Girls Aloud
Out Of Control
With a rock’n’roll album climate where five decent-ish tracks and five unfinished B-side attempts means a knighthood, things like guitars, moshpits and artists writing their own material seem increasingly superfluous when in search of that rare beast, a proper song. ‘The Show’, ‘Something Kinda Ooooh’, ‘Sexy! No No No…’ and of course, last year’s best single (sorry, ‘Golden Skans’!), ‘Call The Shots’. It’s a read ’em and weep situation.
The enslaving combination of Xenomania’s production house – the UK charts’ answer to Sauron from The Lord Of The Rings – and five inexplicably likeable tabloid linchpins has ruled the British hit parade with an iron heel since they won Popstars: The Rivals in 2002. Album – you’re actually not going to believe this – five has Xeno mainman Brian Higgins’ gratuitous gorging of styles and tightly bound swathes of sound firmly in place. ‘Love Is The Key’ is a perversely busy beast, Gregorian choirs paving the way for hoedown guitars fused to groaning electro keys. ‘Call The Shots 2’ – aka ‘The Loving Kind’ – proves to be a letdown sequel. Their link-up with the Pet Shop Boys is soap-strings, hi-NRG pumps and wistful wails, with a damp towel of a chorus.
It’s the cutesy Abba-esque mum-dancing of ‘Rolling Back The Rivers’ and the sky-scraping invisibility of ‘Untouchable’’s post-Ibiza power-balladeering, though, that really flexes their superhuman pop muscles. Not their best, but still more consistent than any British indie album released this year.
Jaimie Hodgson
The enslaving combination of Xenomania’s production house – the UK charts’ answer to Sauron from The Lord Of The Rings – and five inexplicably likeable tabloid linchpins has ruled the British hit parade with an iron heel since they won Popstars: The Rivals in 2002. Album – you’re actually not going to believe this – five has Xeno mainman Brian Higgins’ gratuitous gorging of styles and tightly bound swathes of sound firmly in place. ‘Love Is The Key’ is a perversely busy beast, Gregorian choirs paving the way for hoedown guitars fused to groaning electro keys. ‘Call The Shots 2’ – aka ‘The Loving Kind’ – proves to be a letdown sequel. Their link-up with the Pet Shop Boys is soap-strings, hi-NRG pumps and wistful wails, with a damp towel of a chorus.
It’s the cutesy Abba-esque mum-dancing of ‘Rolling Back The Rivers’ and the sky-scraping invisibility of ‘Untouchable’’s post-Ibiza power-balladeering, though, that really flexes their superhuman pop muscles. Not their best, but still more consistent than any British indie album released this year.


● **Task**
Repeat the records below exactly, leaving out every picture.

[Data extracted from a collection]

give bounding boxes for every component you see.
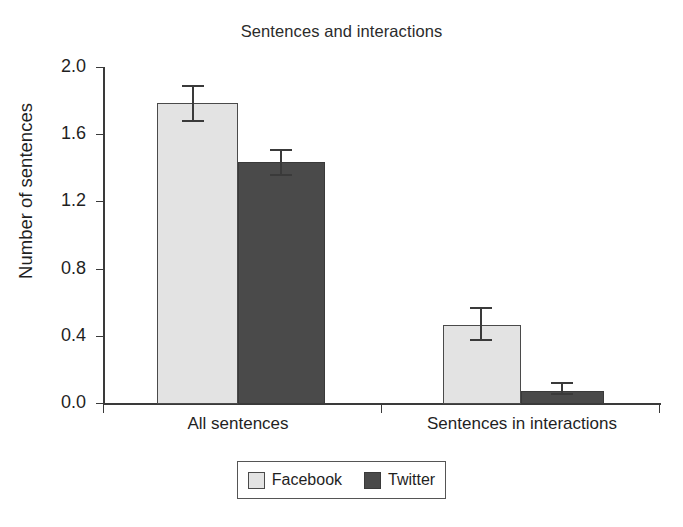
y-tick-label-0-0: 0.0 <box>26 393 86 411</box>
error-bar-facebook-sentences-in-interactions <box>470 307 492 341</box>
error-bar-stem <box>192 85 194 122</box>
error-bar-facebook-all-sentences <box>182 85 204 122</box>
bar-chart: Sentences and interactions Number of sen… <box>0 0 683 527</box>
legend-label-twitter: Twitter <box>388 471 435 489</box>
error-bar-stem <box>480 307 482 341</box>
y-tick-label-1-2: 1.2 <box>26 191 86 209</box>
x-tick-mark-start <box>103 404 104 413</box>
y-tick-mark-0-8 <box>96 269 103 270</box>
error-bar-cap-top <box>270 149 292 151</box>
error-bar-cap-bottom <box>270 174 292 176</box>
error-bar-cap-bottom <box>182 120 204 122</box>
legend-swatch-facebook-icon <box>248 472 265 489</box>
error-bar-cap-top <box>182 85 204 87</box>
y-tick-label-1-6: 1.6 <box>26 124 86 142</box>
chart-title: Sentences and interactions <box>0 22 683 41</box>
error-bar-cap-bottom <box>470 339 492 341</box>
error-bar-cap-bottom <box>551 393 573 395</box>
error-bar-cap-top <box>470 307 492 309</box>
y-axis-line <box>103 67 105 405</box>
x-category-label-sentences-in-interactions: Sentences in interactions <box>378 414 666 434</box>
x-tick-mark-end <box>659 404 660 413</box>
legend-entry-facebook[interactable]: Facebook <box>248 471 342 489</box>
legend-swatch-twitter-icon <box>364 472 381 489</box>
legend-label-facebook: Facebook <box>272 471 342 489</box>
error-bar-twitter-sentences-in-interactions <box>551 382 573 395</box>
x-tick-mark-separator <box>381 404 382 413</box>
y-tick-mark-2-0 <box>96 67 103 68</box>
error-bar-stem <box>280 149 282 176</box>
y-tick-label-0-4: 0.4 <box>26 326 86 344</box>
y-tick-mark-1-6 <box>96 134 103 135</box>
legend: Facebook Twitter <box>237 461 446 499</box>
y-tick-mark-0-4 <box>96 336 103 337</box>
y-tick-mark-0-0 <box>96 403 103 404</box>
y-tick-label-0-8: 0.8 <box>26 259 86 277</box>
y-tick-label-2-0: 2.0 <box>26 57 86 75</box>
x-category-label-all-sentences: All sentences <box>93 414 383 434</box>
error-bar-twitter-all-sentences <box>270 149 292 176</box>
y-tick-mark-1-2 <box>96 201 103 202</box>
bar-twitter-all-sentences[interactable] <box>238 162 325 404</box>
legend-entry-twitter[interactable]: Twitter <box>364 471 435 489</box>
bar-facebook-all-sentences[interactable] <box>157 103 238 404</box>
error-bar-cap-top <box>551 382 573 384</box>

● **Answer**
give bounding boxes for every component you see.
y-tick-label-0-0: 0.0 <box>26 393 86 411</box>
error-bar-facebook-sentences-in-interactions <box>470 307 492 341</box>
error-bar-stem <box>192 85 194 122</box>
error-bar-facebook-all-sentences <box>182 85 204 122</box>
bar-chart: Sentences and interactions Number of sen… <box>0 0 683 527</box>
legend-label-twitter: Twitter <box>388 471 435 489</box>
error-bar-stem <box>480 307 482 341</box>
y-tick-label-1-2: 1.2 <box>26 191 86 209</box>
x-tick-mark-start <box>103 404 104 413</box>
y-tick-mark-0-8 <box>96 269 103 270</box>
error-bar-cap-top <box>270 149 292 151</box>
error-bar-cap-bottom <box>270 174 292 176</box>
error-bar-cap-bottom <box>182 120 204 122</box>
legend-swatch-facebook-icon <box>248 472 265 489</box>
error-bar-cap-top <box>182 85 204 87</box>
y-tick-label-1-6: 1.6 <box>26 124 86 142</box>
chart-title: Sentences and interactions <box>0 22 683 41</box>
error-bar-cap-bottom <box>470 339 492 341</box>
error-bar-cap-bottom <box>551 393 573 395</box>
error-bar-cap-top <box>470 307 492 309</box>
y-axis-line <box>103 67 105 405</box>
x-category-label-sentences-in-interactions: Sentences in interactions <box>378 414 666 434</box>
x-tick-mark-end <box>659 404 660 413</box>
legend-entry-facebook[interactable]: Facebook <box>248 471 342 489</box>
legend-swatch-twitter-icon <box>364 472 381 489</box>
legend-label-facebook: Facebook <box>272 471 342 489</box>
error-bar-twitter-sentences-in-interactions <box>551 382 573 395</box>
x-tick-mark-separator <box>381 404 382 413</box>
y-tick-mark-2-0 <box>96 67 103 68</box>
error-bar-stem <box>280 149 282 176</box>
y-tick-label-0-4: 0.4 <box>26 326 86 344</box>
y-tick-mark-1-6 <box>96 134 103 135</box>
legend: Facebook Twitter <box>237 461 446 499</box>
y-tick-mark-0-4 <box>96 336 103 337</box>
y-tick-mark-0-0 <box>96 403 103 404</box>
y-tick-label-0-8: 0.8 <box>26 259 86 277</box>
y-tick-label-2-0: 2.0 <box>26 57 86 75</box>
x-category-label-all-sentences: All sentences <box>93 414 383 434</box>
error-bar-twitter-all-sentences <box>270 149 292 176</box>
y-tick-mark-1-2 <box>96 201 103 202</box>
bar-twitter-all-sentences[interactable] <box>238 162 325 404</box>
legend-entry-twitter[interactable]: Twitter <box>364 471 435 489</box>
bar-facebook-all-sentences[interactable] <box>157 103 238 404</box>
error-bar-cap-top <box>551 382 573 384</box>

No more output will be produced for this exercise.